By Dele Sobowale
The story has been told of four lazy friends – Somebody, Anybody, Everybody and Nobody – with a task to be performed. Somebody said Anybody can do it; Anybody said Everybody should do it. In the end, Nobody did it.” Anonymous.Ask any of our leaders of thought – Pat Utomi, Bolaji Akinyemi, Hassan Kukah etc — what are the missing elements in our search for economic, political and social development.
Virtually all of them would include in their list of top ten – lack of strong institutions. It is difficult to disagree totally. There is probably no institution in Nigeria today which can be called strong.
But, we have them.

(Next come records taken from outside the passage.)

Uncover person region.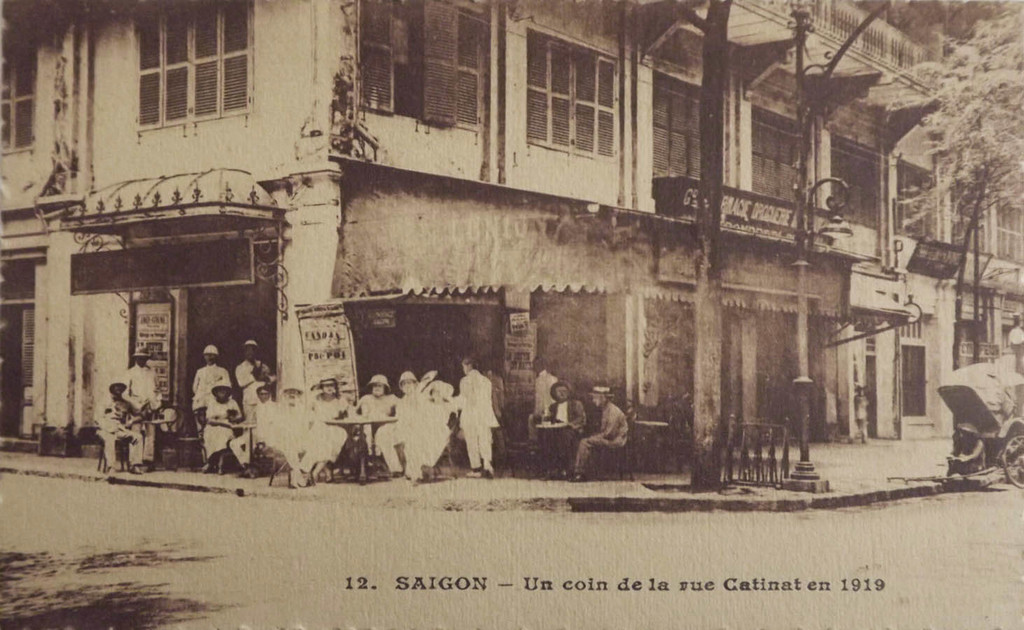
Uncovered: {"x1": 388, "y1": 367, "x2": 424, "y2": 484}.
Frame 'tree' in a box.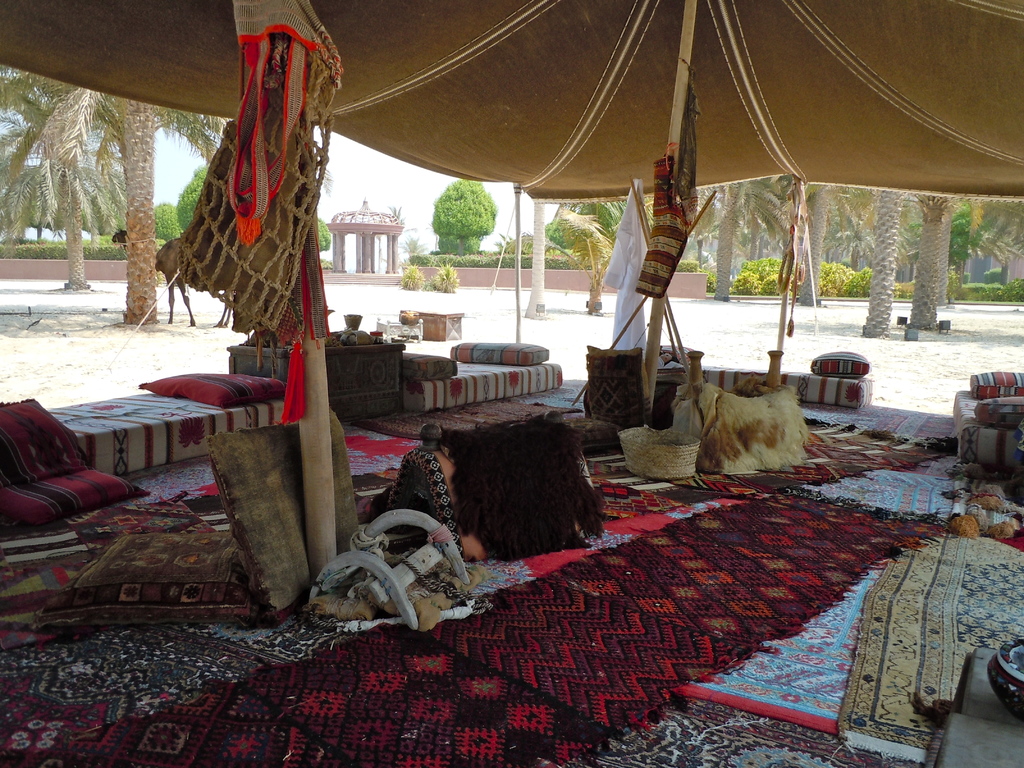
rect(436, 233, 484, 254).
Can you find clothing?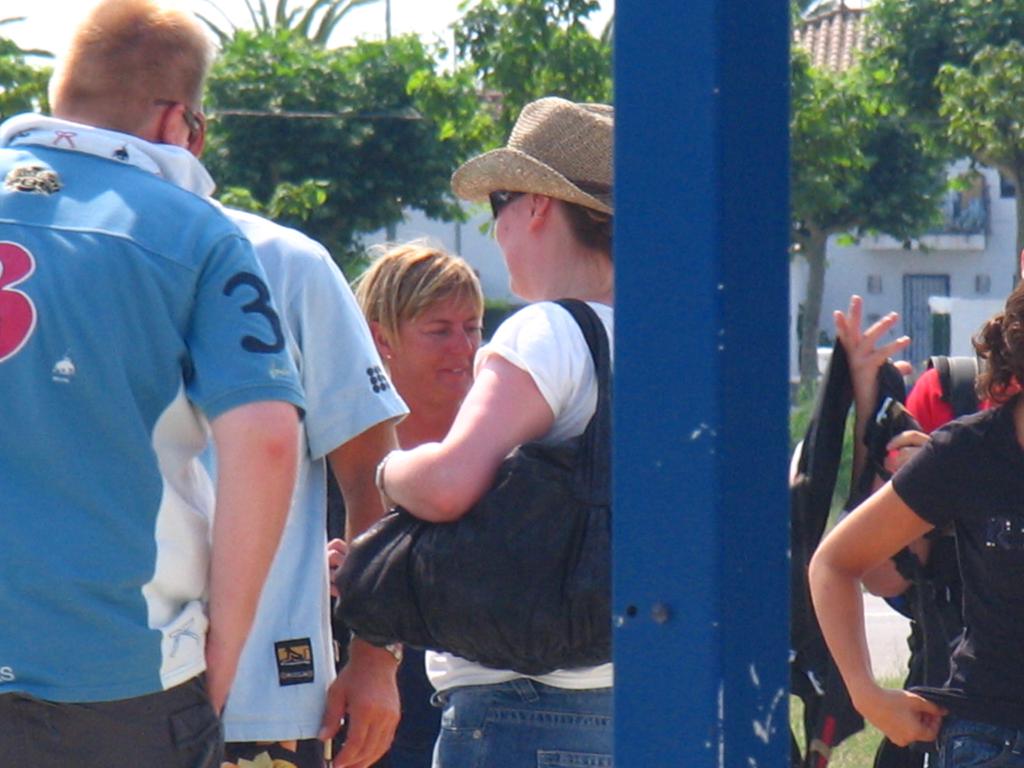
Yes, bounding box: Rect(865, 362, 1023, 760).
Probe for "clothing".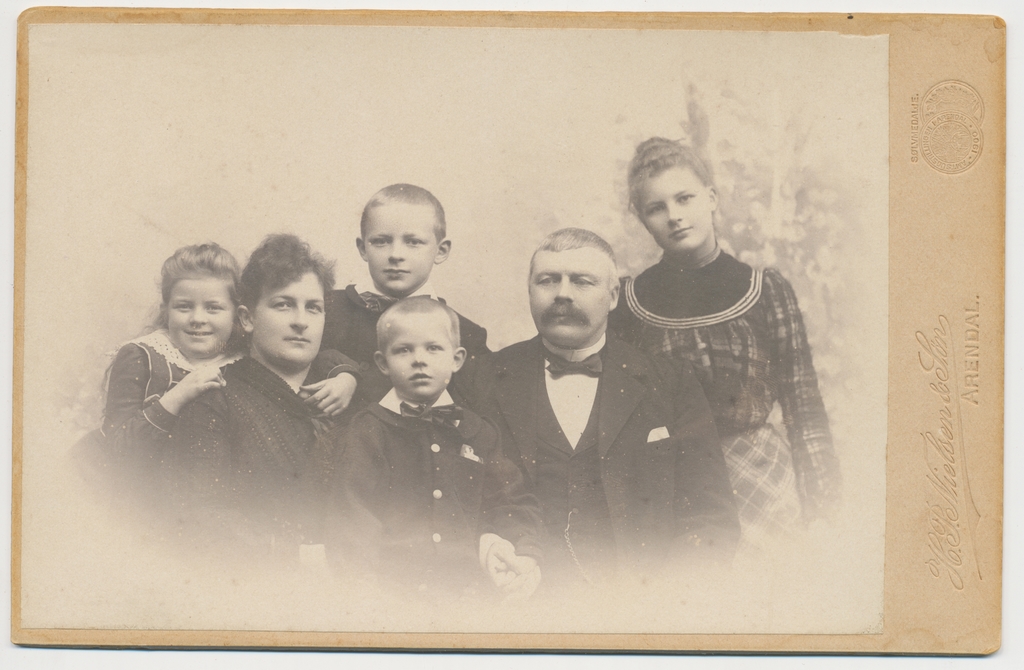
Probe result: select_region(64, 324, 364, 510).
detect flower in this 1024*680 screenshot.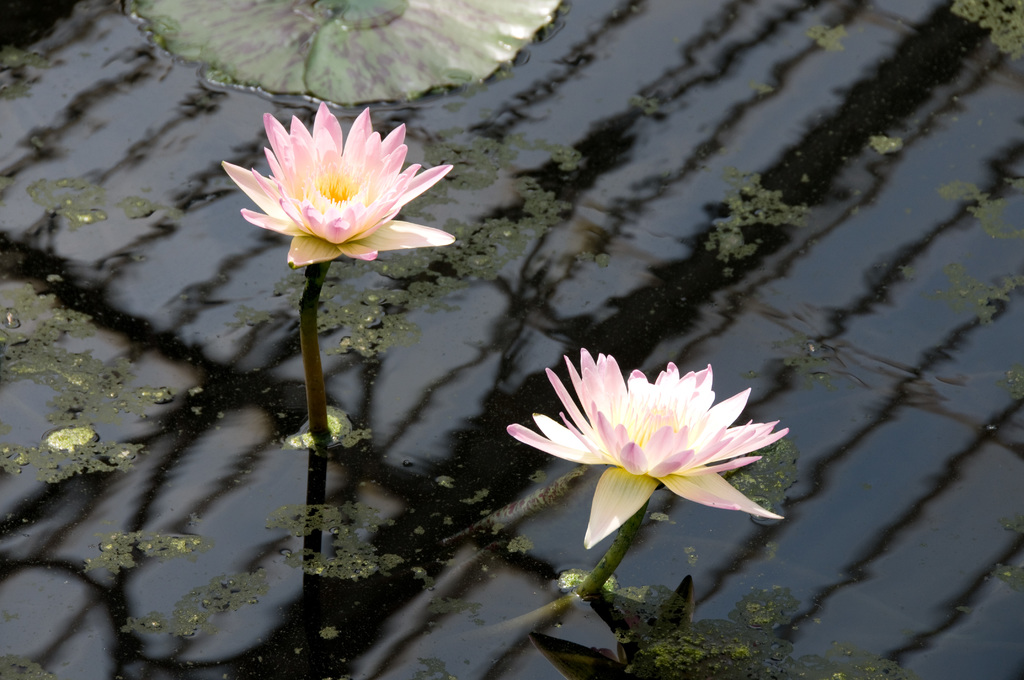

And four of them – Nigerian University Commission, NUC, the Council for Legal Education, CLE, the Nigerian Law School, NLS, and Joint Admission and Matriculation Board, JAMB, as well as certain universities – through acts of commission and/or omission, have been wasting the lives of thousands of young people embarking on law career, as well as the hard earned income of their parents guardians and sponsors.
The latest announcement that those studying law at the National Open University of Nigeria, NOUN, is the last of such collective dereliction of duties by institutions responsible for the process of producing lawyers in Nigeria should condone.
One of the things admirable about America is the demonstrable fact that some individuals and publicly-spirited lawyers, derisively called “ambulance chasers” have taken up great institutions in order to obtain justice for masses of small people who could not challenge the power institutions. Ralph Nader fought for safer cars when he took on General Motors, which in the 1960s was the largest company in the world.
Other lawyers have taken up the defence of those who suffered from smoking and forced the cigarette manufacturers to place warnings on their packages; yet others have fought to ensure that malpractice suits can be brought against doctors and hospitals for the negligence of their staff and institutions. One can now even sue his lawyer for errors which result in loss of case.
Here in Nigeria, a patient is operated upon and carelessly killed and nothing happens – especially if it is a poor person. If we truly want justice to be done to all in Nigeria, these atrocities must stop. And, there is no better place for us to start than the institutions producing the lawyers for Nigeria.
We need a few lawyers to emulate them and to act on this matter. If ever there is time I regret not reading law, this is it. This would have been a case to take on either gratis or on contingency basis.
Taking young law aspirants, putting them through the meat-grinder of JAMB, university law education for five years, only for the NLS and CLE to throw them out like “rotten minced meat” is not only unethical but should carry penalties for the institutions concerned. Somebody must pay for that pain and anguish visited on thousands of our youth and their parents and for the dreams busted and hopes dashed.
Each of these institutions, by not taking the extra step which involves issuing warnings to aspirants for law education contributes to their woes later. For example, what prevents JAMB, after listing universities offering law from asterisking those with only provisional approval? The NUC publishes the list on its website, and the Commission thinks it has done its duty in a country where computer literacy is very low and not everybody has access to computer.
The Nigerian Law School and CLE also feel their responsibilities start and end after the students have laboured for five years and are then told they are inadmissible to the NLS. What stops them from publishing twice a year the list of universities or programmes whose students are, or are not, admissible? Finally, when will all the stakeholders force the NUC to limit the number of years a university can be allowed to function on “Provisional Approval” status?
Perhaps one reason that has not been done is the incestuous relationship between the universities, the lawyers selected to go for accreditation, the part-time lecturers at many of these universities, such that closing down many of them will amount to economic suicide for the lawyers.